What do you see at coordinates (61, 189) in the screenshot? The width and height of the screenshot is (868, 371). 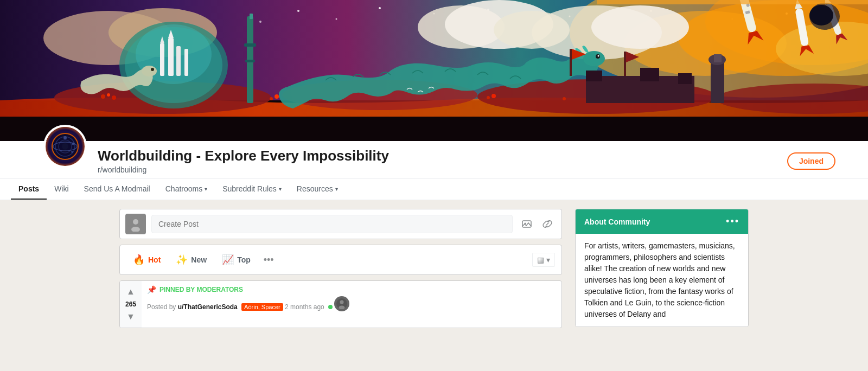 I see `nav-wiki: Wiki` at bounding box center [61, 189].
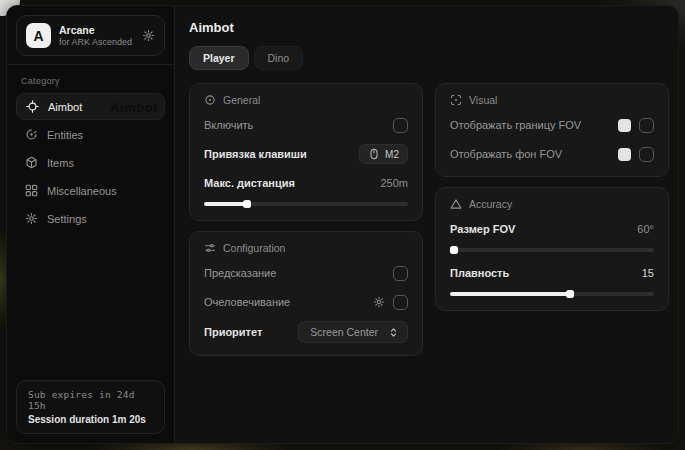  What do you see at coordinates (344, 332) in the screenshot?
I see `priority-value: Screen Center` at bounding box center [344, 332].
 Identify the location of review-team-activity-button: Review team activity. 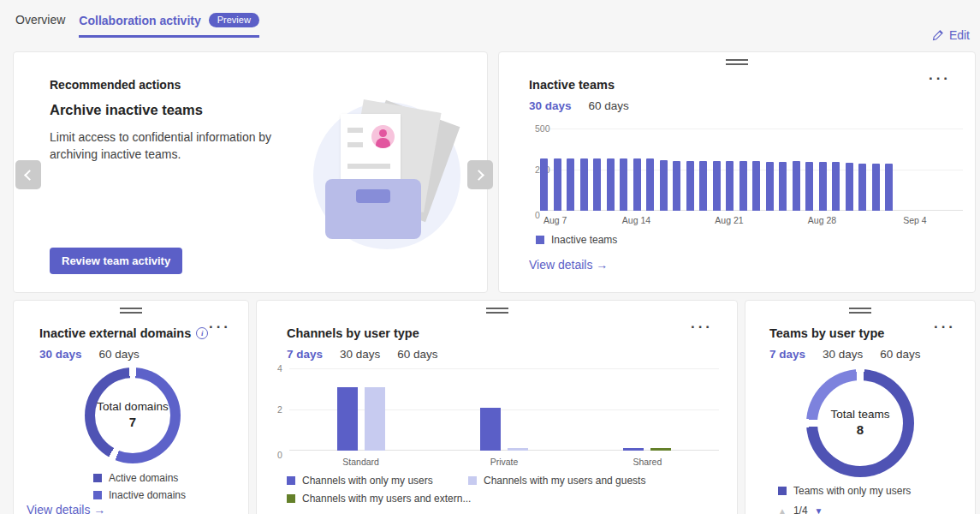
(116, 260).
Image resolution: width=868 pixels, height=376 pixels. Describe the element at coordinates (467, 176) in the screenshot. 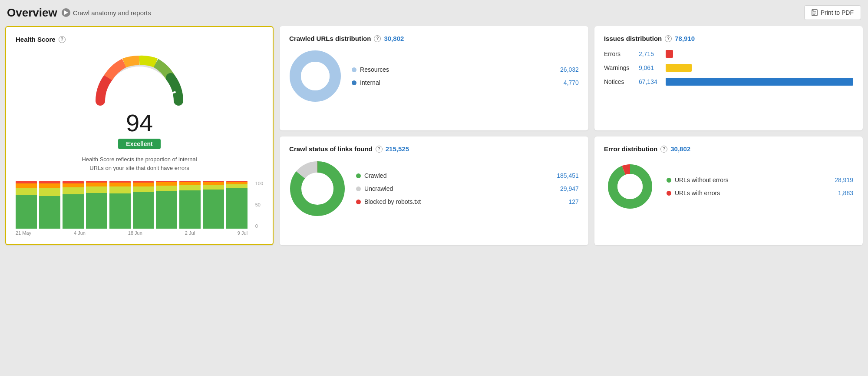

I see `legend-crawled: Crawled 185,451` at that location.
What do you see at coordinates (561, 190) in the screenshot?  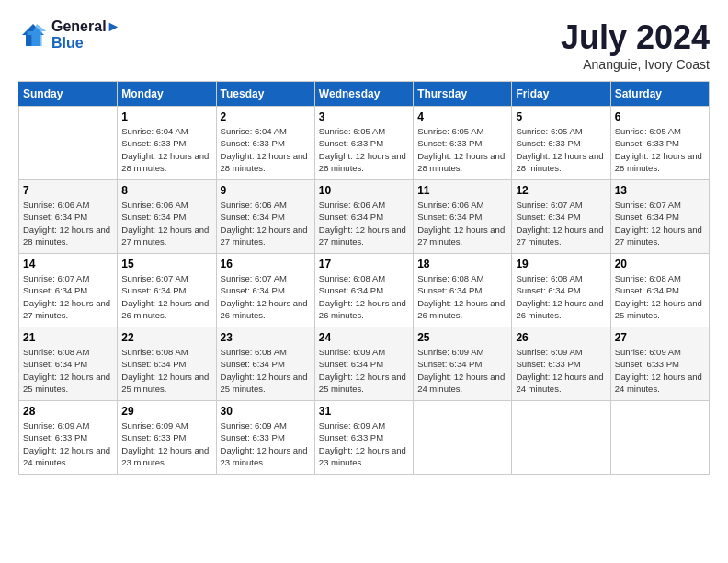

> **Directions for this task**: Please reproduce exactly, and nothing more, the lines from the one containing "Identify the location" through the last line of the entries, both included; pictures stay out.

> **Solution**:
 Identify the location of review-team-activity-button: Review team activity. 
(116, 260).
Image resolution: width=868 pixels, height=376 pixels. Describe the element at coordinates (467, 176) in the screenshot. 

I see `legend-crawled: Crawled 185,451` at that location.
What do you see at coordinates (561, 190) in the screenshot?  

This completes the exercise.